“I would do anything,” said Frithiof. “Sweep a crossing if necessary.”

They all laughed.

“Many people say that vaguely,” said Mr. Boniface. “But when one comes to practical details they draw back. The mud and the broom look all very well in the distance, you see.” Then as a bell was rung in the hall: “Let us have tea first, and afterward, if you will come into my study we will talk the matter over. We are old-fashioned people in this house, and keep to the old custom of tea and supper. I don’t know how you manage such things in Norway, but to my mind it seems that the middle of the day is the time for the square meal, as they say in America.”

If the meal that awaited them in the dining-room was not “square,” it was at any rate very tempting; from the fine damask table cloth to the silver gypsy kettle, from the delicately arranged chrysanthemums to the Crown Derby cups and saucers, all bespoke a good taste and the personal supervision of one who really cared for beauty and order. The very food looked unlike ordinary food, the horseshoes of fancy bread, the butter swan in its parsley-bordered lake, the honeycomb, the cakes hot and cold, and the beautiful bunches of grapes from the greenhouse, all seemed to have a sort of character of their own. For the first time for weeks Frithiof felt hungry. No more was said of the unappetizing subject of the dearth of work, nor did they speak much of their Norwegian recollections, because they knew it would be a sore subject with him just now.

“By the way, Cecil,” remarked Mr. Boniface, when presently a pause came in the general talk, “I saw one of your heroes this morning. Do you go in for hero-worship in Norway, Herr Falck? My daughter here is a pupil after Carlyle’s own heart.”

“We at any rate read Carlyle,” said Frithiof.

“But who can it have been?” exclaimed Cecil. “Not Signor Donati?”

“The very same,” said Mr. Boniface.

“But I thought he was singing at Paris?”

“So he is; he only ran over for a day or two on business, and he happened to look in this morning with Sardoni, who came to arrange about a song of his which we are going to publish.”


• YOUR INSTRUCTIONS
Within these records, how many lines hold "boxes"? Give the number alone.
RECORDS TO USE section start
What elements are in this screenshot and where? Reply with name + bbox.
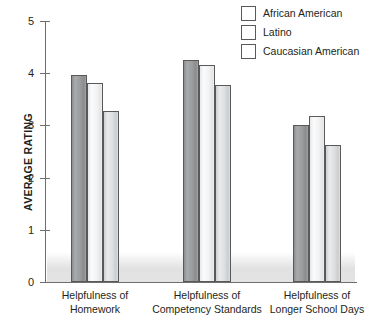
y-tick-2: 2 — [40, 178, 50, 179]
legend-swatch-icon-caucasian-american — [241, 44, 256, 59]
y-tick-label: 3 — [28, 117, 34, 133]
y-tick-4: 4 — [40, 73, 50, 74]
y-axis-line — [45, 21, 46, 283]
x-axis-label-2: Helpfulness ofLonger School Days — [252, 288, 369, 316]
legend-swatch-icon-african-american — [241, 6, 256, 21]
y-tick-1: 1 — [40, 230, 50, 231]
x-axis-label-line: Helpfulness of — [252, 288, 369, 302]
bar — [87, 83, 103, 282]
bar — [293, 125, 309, 282]
legend-label-0: African American — [263, 7, 342, 20]
y-tick-3: 3 — [40, 125, 50, 126]
y-tick-5: 5 — [40, 21, 50, 22]
x-axis-label-0: Helpfulness ofHomework — [30, 288, 160, 316]
y-tick-label: 2 — [28, 170, 34, 186]
bar — [183, 60, 199, 282]
x-axis-label-line: Homework — [30, 302, 160, 316]
legend: African American Latino Caucasian Americ… — [241, 4, 362, 61]
legend-item-0: African American — [241, 4, 362, 23]
bar — [199, 65, 215, 282]
x-axis-line — [45, 282, 357, 283]
y-tick-label: 5 — [28, 13, 34, 29]
bar — [325, 145, 341, 282]
legend-item-2: Caucasian American — [241, 42, 362, 61]
legend-label-2: Caucasian American — [263, 45, 359, 58]
legend-item-1: Latino — [241, 23, 362, 42]
bar — [103, 111, 119, 282]
legend-label-1: Latino — [263, 26, 292, 39]
x-axis-label-line: Helpfulness of — [30, 288, 160, 302]
y-tick-label: 4 — [28, 65, 34, 81]
x-axis-label-line: Longer School Days — [252, 302, 369, 316]
bar — [71, 75, 87, 282]
bar — [309, 116, 325, 282]
bar — [215, 85, 231, 282]
y-tick-0: 0 — [40, 282, 50, 283]
y-axis-title: AVERAGE RATING — [22, 82, 34, 242]
legend-swatch-icon-latino — [241, 25, 256, 40]
y-tick-label: 1 — [28, 222, 34, 238]
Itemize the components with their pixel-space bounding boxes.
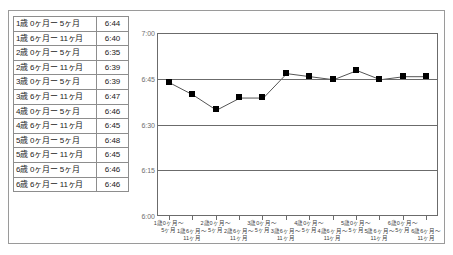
time-value-cell: 6:45 [97,148,129,163]
table-row: 1歳 6ヶ月ー 11ヶ月6:40 [14,31,129,46]
data-point-marker [189,91,195,97]
table-row: 3歳 0ヶ月ー 5ヶ月6:39 [14,75,129,90]
gridline [157,125,438,126]
time-value-cell: 6:46 [97,104,129,119]
y-axis-tick-label: 6:45 [115,75,155,82]
x-axis-label-line1: 5歳0ヶ月～ [333,220,379,227]
data-point-marker [213,106,219,112]
age-range-cell: 4歳 0ヶ月ー 5ヶ月 [14,104,97,119]
series-line [158,34,439,217]
gridline [157,170,438,171]
age-range-cell: 1歳 0ヶ月ー 5ヶ月 [14,17,97,32]
y-axis-tick-label: 6:00 [115,213,155,220]
x-axis-label-line1: 4歳0ヶ月～ [286,220,332,227]
table-row: 4歳 0ヶ月ー 5ヶ月6:46 [14,104,129,119]
age-range-cell: 3歳 6ヶ月ー 11ヶ月 [14,89,97,104]
x-axis-label-line2: 11ヶ月 [169,235,215,242]
data-point-marker [423,73,429,79]
data-point-marker [353,67,359,73]
age-range-cell: 3歳 0ヶ月ー 5ヶ月 [14,75,97,90]
y-axis-tick-label: 6:30 [115,121,155,128]
table-row: 3歳 6ヶ月ー 11ヶ月6:47 [14,89,129,104]
data-point-marker [259,94,265,100]
data-point-marker [236,94,242,100]
time-value-cell: 6:39 [97,60,129,75]
data-table-wrapper: 1歳 0ヶ月ー 5ヶ月6:441歳 6ヶ月ー 11ヶ月6:402歳 0ヶ月ー 5… [13,16,134,192]
table-row: 2歳 0ヶ月ー 5ヶ月6:35 [14,46,129,61]
table-row: 1歳 0ヶ月ー 5ヶ月6:44 [14,17,129,32]
table-row: 5歳 0ヶ月ー 5ヶ月6:48 [14,133,129,148]
data-point-marker [306,73,312,79]
time-value-cell: 6:46 [97,177,129,192]
gridline [157,79,438,80]
age-range-cell: 5歳 6ヶ月ー 11ヶ月 [14,148,97,163]
age-range-cell: 5歳 0ヶ月ー 5ヶ月 [14,133,97,148]
x-axis-label-line2: 11ヶ月 [403,235,449,242]
x-axis-label-line2: 11ヶ月 [310,235,356,242]
x-axis-label-line2: 11ヶ月 [216,235,262,242]
x-axis-label-line1: 6歳6ヶ月～ [403,228,449,235]
age-range-cell: 6歳 6ヶ月ー 11ヶ月 [14,177,97,192]
line-chart: 7:006:456:306:156:00 1歳0ヶ月～5ヶ月1歳6ヶ月～11ヶ月… [149,23,439,233]
x-axis-label-line1: 6歳0ヶ月～ [380,220,426,227]
age-range-cell: 4歳 6ヶ月ー 11ヶ月 [14,119,97,134]
table-body: 1歳 0ヶ月ー 5ヶ月6:441歳 6ヶ月ー 11ヶ月6:402歳 0ヶ月ー 5… [14,17,129,192]
wakeup-time-table: 1歳 0ヶ月ー 5ヶ月6:441歳 6ヶ月ー 11ヶ月6:402歳 0ヶ月ー 5… [13,16,129,192]
x-axis-label-line1: 2歳0ヶ月～ [193,220,239,227]
time-value-cell: 6:35 [97,46,129,61]
x-axis-label-line1: 1歳0ヶ月～ [146,220,192,227]
x-axis-label: 6歳6ヶ月～11ヶ月 [403,228,449,242]
data-point-marker [283,70,289,76]
time-value-cell: 6:48 [97,133,129,148]
x-axis-label-line2: 11ヶ月 [356,235,402,242]
age-range-cell: 6歳 0ヶ月ー 5ヶ月 [14,162,97,177]
data-point-marker [330,76,336,82]
data-point-marker [400,73,406,79]
y-axis-tick-label: 6:15 [115,167,155,174]
table-row: 6歳 0ヶ月ー 5ヶ月6:46 [14,162,129,177]
age-range-cell: 2歳 0ヶ月ー 5ヶ月 [14,46,97,61]
x-axis-label-line1: 3歳0ヶ月～ [239,220,285,227]
data-point-marker [376,76,382,82]
time-value-cell: 6:47 [97,89,129,104]
age-range-cell: 1歳 6ヶ月ー 11ヶ月 [14,31,97,46]
y-axis-tick-label: 7:00 [115,30,155,37]
table-row: 4歳 6ヶ月ー 11ヶ月6:45 [14,119,129,134]
x-axis-label-line2: 11ヶ月 [263,235,309,242]
table-row: 6歳 6ヶ月ー 11ヶ月6:46 [14,177,129,192]
table-row: 5歳 6ヶ月ー 11ヶ月6:45 [14,148,129,163]
age-range-cell: 2歳 6ヶ月ー 11ヶ月 [14,60,97,75]
x-axis-tick-mark [426,216,427,220]
table-row: 2歳 6ヶ月ー 11ヶ月6:39 [14,60,129,75]
data-point-marker [166,79,172,85]
figure-frame: 1歳 0ヶ月ー 5ヶ月6:441歳 6ヶ月ー 11ヶ月6:402歳 0ヶ月ー 5… [8,10,445,244]
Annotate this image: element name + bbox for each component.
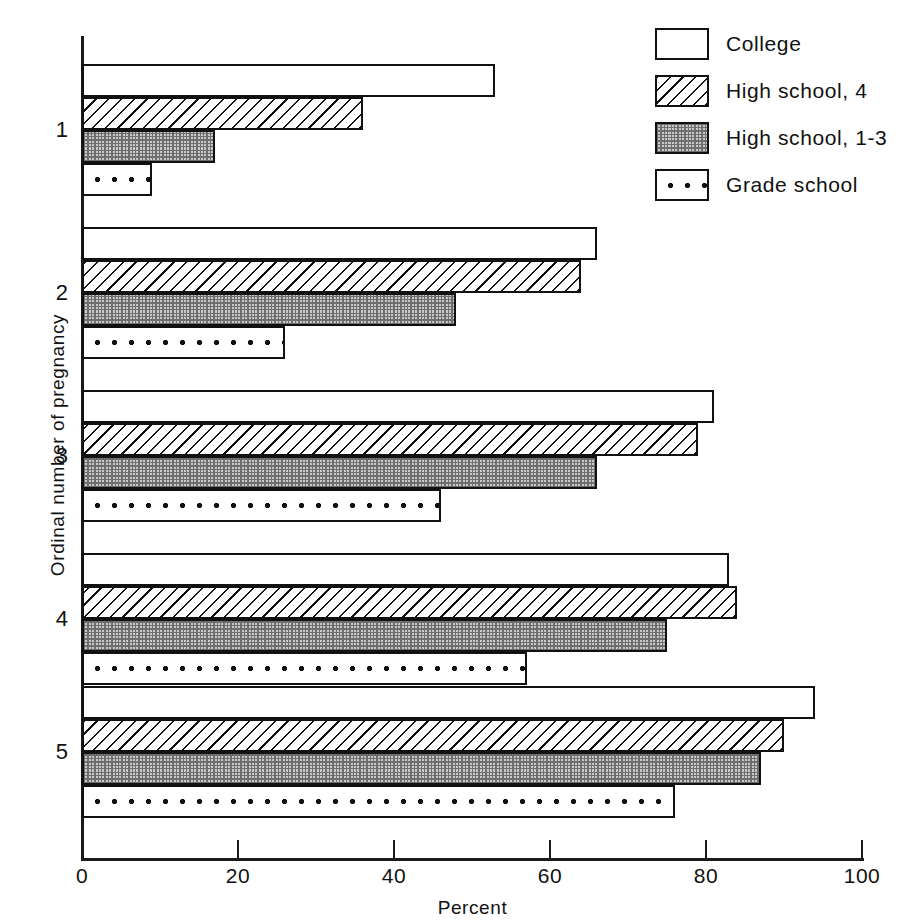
bar-group-3: 3 [82,390,862,522]
x-tick-100 [861,840,863,859]
open-swatch [655,28,709,60]
bar-grade-group-5 [82,785,675,818]
bar-hs13-group-1 [82,130,215,163]
legend-label-college: College [726,32,801,56]
bar-hs13-group-4 [82,619,667,652]
x-tick-label-20: 20 [226,864,250,888]
x-tick-label-0: 0 [76,864,88,888]
legend-item-grade: Grade school [655,161,905,208]
bar-hs4-group-4 [82,586,737,619]
bar-hs13-group-5 [82,752,761,785]
bar-chart-figure: 020406080100 Percent Ordinal number of p… [0,0,905,923]
x-tick-label-60: 60 [538,864,562,888]
bar-college-group-2 [82,227,597,260]
x-tick-label-100: 100 [844,864,881,888]
dotted-swatch [655,169,709,201]
x-axis-title: Percent [0,897,905,919]
legend-label-hs13: High school, 1-3 [726,126,887,150]
bar-hs13-group-2 [82,293,456,326]
bar-college-group-1 [82,64,495,97]
y-tick-label-1: 1 [56,117,68,143]
y-tick-label-3: 3 [56,443,68,469]
bar-hs4-group-3 [82,423,698,456]
x-tick-label-40: 40 [382,864,406,888]
bar-grade-group-1 [82,163,152,196]
x-tick-20 [237,840,239,859]
legend-label-hs4: High school, 4 [726,79,867,103]
x-tick-label-80: 80 [694,864,718,888]
diagonal-hatch-swatch [655,75,709,107]
bar-hs4-group-2 [82,260,581,293]
legend-item-hs4: High school, 4 [655,67,905,114]
legend-item-hs13: High school, 1-3 [655,114,905,161]
bar-grade-group-3 [82,489,441,522]
x-tick-60 [549,840,551,859]
bar-college-group-3 [82,390,714,423]
bar-hs4-group-1 [82,97,363,130]
crosshatch-swatch [655,122,709,154]
x-tick-0 [81,840,83,859]
bar-group-2: 2 [82,227,862,359]
legend-item-college: College [655,20,905,67]
y-tick-label-4: 4 [56,606,68,632]
bar-group-5: 5 [82,686,862,818]
y-tick-label-5: 5 [56,739,68,765]
bar-college-group-4 [82,553,729,586]
bar-hs13-group-3 [82,456,597,489]
bar-grade-group-4 [82,652,527,685]
legend: CollegeHigh school, 4High school, 1-3Gra… [655,20,905,208]
bar-college-group-5 [82,686,815,719]
y-tick-label-2: 2 [56,280,68,306]
bar-grade-group-2 [82,326,285,359]
x-tick-40 [393,840,395,859]
bar-group-4: 4 [82,553,862,685]
x-tick-80 [705,840,707,859]
legend-label-grade: Grade school [726,173,858,197]
x-axis-line [81,858,864,861]
x-axis-title-label: Percent [438,897,508,919]
bar-hs4-group-5 [82,719,784,752]
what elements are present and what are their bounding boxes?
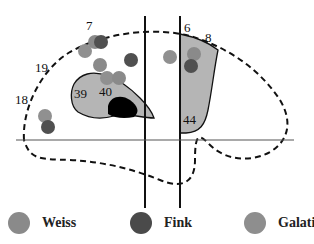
legend-label-galati: Galati xyxy=(278,215,314,231)
legend: Weiss Fink Galati xyxy=(0,208,314,244)
weiss-dot-icon xyxy=(8,212,30,234)
legend-item-weiss: Weiss xyxy=(8,212,76,234)
area-label-6: 6 xyxy=(184,20,191,35)
area-label-40: 40 xyxy=(99,84,112,99)
legend-label-weiss: Weiss xyxy=(42,215,76,231)
area-label-8: 8 xyxy=(205,30,212,45)
area-label-39: 39 xyxy=(74,86,87,101)
activation-points xyxy=(38,35,201,134)
area-label-19: 19 xyxy=(35,60,48,75)
activation-point xyxy=(78,44,92,58)
legend-item-galati: Galati xyxy=(244,212,314,234)
galati-dot-icon xyxy=(244,212,266,234)
activation-point xyxy=(184,59,198,73)
activation-point xyxy=(93,58,107,72)
activation-point xyxy=(187,47,201,61)
activation-point xyxy=(100,71,114,85)
legend-label-fink: Fink xyxy=(164,215,192,231)
legend-item-fink: Fink xyxy=(130,212,192,234)
brain-outline xyxy=(24,32,288,184)
activation-point xyxy=(94,35,108,49)
area-label-44: 44 xyxy=(183,112,197,127)
activation-point xyxy=(112,71,126,85)
area-label-18: 18 xyxy=(15,92,28,107)
activation-point xyxy=(124,53,138,67)
fink-dot-icon xyxy=(130,212,152,234)
area-label-7: 7 xyxy=(86,18,93,33)
activation-point xyxy=(163,50,177,64)
activation-point xyxy=(41,120,55,134)
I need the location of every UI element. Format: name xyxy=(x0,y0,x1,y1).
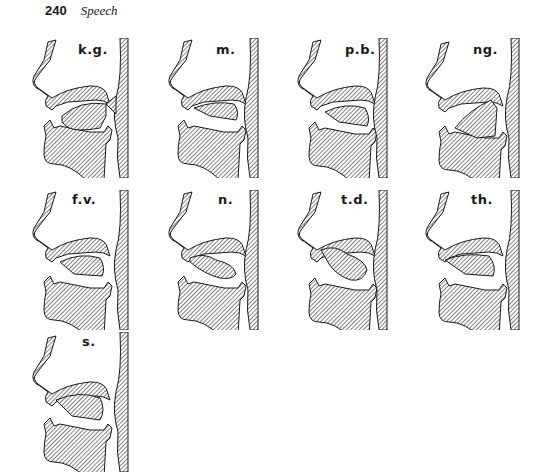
figure-label: k.g. xyxy=(78,42,108,57)
figure-label: f.v. xyxy=(72,192,96,207)
vocal-tract-diagram-p-b xyxy=(285,38,415,178)
figure-m: m. xyxy=(160,38,290,178)
vocal-tract-diagram-s xyxy=(20,332,150,472)
figure-f-v: f.v. xyxy=(20,190,150,330)
vocal-tract-diagram-t-d xyxy=(285,190,415,330)
figure-th: th. xyxy=(415,190,545,330)
figure-t-d: t.d. xyxy=(285,190,415,330)
vocal-tract-diagram-n xyxy=(160,190,290,330)
vocal-tract-diagram-m xyxy=(160,38,290,178)
figure-label: n. xyxy=(218,192,233,207)
page-number: 240 xyxy=(45,3,67,18)
figure-label: th. xyxy=(471,192,493,207)
vocal-tract-diagram-f-v xyxy=(20,190,150,330)
page-header: 240 Speech xyxy=(45,3,118,19)
running-title: Speech xyxy=(81,3,118,19)
figure-label: t.d. xyxy=(341,192,368,207)
figure-label: ng. xyxy=(473,42,498,57)
figure-n: n. xyxy=(160,190,290,330)
figure-p-b: p.b. xyxy=(285,38,415,178)
figure-ng: ng. xyxy=(415,38,545,178)
vocal-tract-diagram-k-g xyxy=(20,38,150,178)
vocal-tract-diagram-ng xyxy=(415,38,545,178)
figure-k-g: k.g. xyxy=(20,38,150,178)
figure-s: s. xyxy=(20,332,150,472)
figure-label: p.b. xyxy=(345,42,376,57)
figure-label: s. xyxy=(82,334,96,349)
figure-label: m. xyxy=(216,42,235,57)
vocal-tract-diagram-th xyxy=(415,190,545,330)
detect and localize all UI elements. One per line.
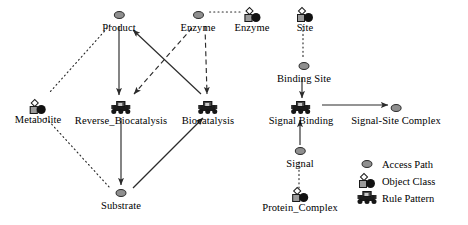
legend-label: Rule Pattern: [382, 193, 434, 204]
rule-pattern-icon: [290, 101, 312, 115]
object-class-icon: [289, 188, 311, 202]
node-substrate[interactable]: Substrate: [101, 186, 141, 212]
node-site-object-class[interactable]: Site: [294, 8, 316, 34]
node-label: Biocatalysis: [182, 115, 235, 127]
node-label: Reverse_Biocatalysis: [75, 115, 167, 127]
node-metabolite[interactable]: Metabolite: [15, 100, 62, 126]
node-binding-site[interactable]: Binding Site: [277, 59, 331, 85]
legend: Access Path Object Class Rule Pattern: [356, 156, 468, 207]
node-label: Enzyme: [180, 22, 215, 34]
node-reverse-biocatalysis[interactable]: Reverse_Biocatalysis: [75, 101, 167, 127]
legend-item-access-path: Access Path: [356, 156, 468, 172]
node-label: Signal Binding: [269, 115, 334, 127]
edge-biocatalysis-product: [133, 30, 201, 94]
node-label: Signal: [286, 158, 313, 170]
node-product[interactable]: Product: [102, 8, 135, 34]
edge-metabolite-substrate: [46, 118, 110, 188]
rule-pattern-icon: [110, 101, 132, 115]
node-label: Product: [102, 22, 135, 34]
legend-item-rule-pattern: Rule Pattern: [356, 190, 468, 206]
node-signal-binding[interactable]: Signal Binding: [269, 101, 334, 127]
legend-item-object-class: Object Class: [356, 173, 468, 189]
edge-product-metabolite: [50, 25, 110, 92]
rule-pattern-icon: [356, 191, 378, 205]
node-label: Signal-Site Complex: [351, 115, 441, 127]
legend-label: Access Path: [382, 159, 433, 170]
access-path-icon: [356, 157, 378, 171]
node-label: Site: [297, 22, 314, 34]
node-label: Substrate: [101, 200, 141, 212]
object-class-icon: [27, 100, 49, 114]
object-class-icon: [294, 8, 316, 22]
edge-enzyme-biocatalysis: [205, 26, 207, 94]
node-protein-complex[interactable]: Protein_Complex: [262, 188, 338, 214]
node-label: Protein_Complex: [262, 202, 338, 214]
node-label: Metabolite: [15, 114, 62, 126]
node-label: Enzyme: [234, 22, 269, 34]
diagram-canvas: Reverse_Biocatalysis (dashed, arrow down…: [0, 0, 468, 225]
access-path-icon: [289, 144, 311, 158]
node-enzyme-access-path[interactable]: Enzyme: [180, 8, 215, 34]
rule-pattern-icon: [197, 101, 219, 115]
edge-substrate-biocatalysis: [133, 118, 203, 188]
legend-label: Object Class: [382, 176, 435, 187]
object-class-icon: [356, 174, 378, 188]
node-biocatalysis[interactable]: Biocatalysis: [182, 101, 235, 127]
node-signal[interactable]: Signal: [286, 144, 313, 170]
node-signal-site-complex[interactable]: Signal-Site Complex: [351, 101, 441, 127]
access-path-icon: [293, 59, 315, 73]
access-path-icon: [108, 8, 130, 22]
access-path-icon: [385, 101, 407, 115]
node-enzyme-object-class[interactable]: Enzyme: [234, 8, 269, 34]
edge-enzyme-reverse-biocatalysis: [134, 28, 192, 94]
object-class-icon: [241, 8, 263, 22]
node-label: Binding Site: [277, 73, 331, 85]
access-path-icon: [110, 186, 132, 200]
access-path-icon: [187, 8, 209, 22]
RECORDS TO USE section end
• EXERCISE RESULT
2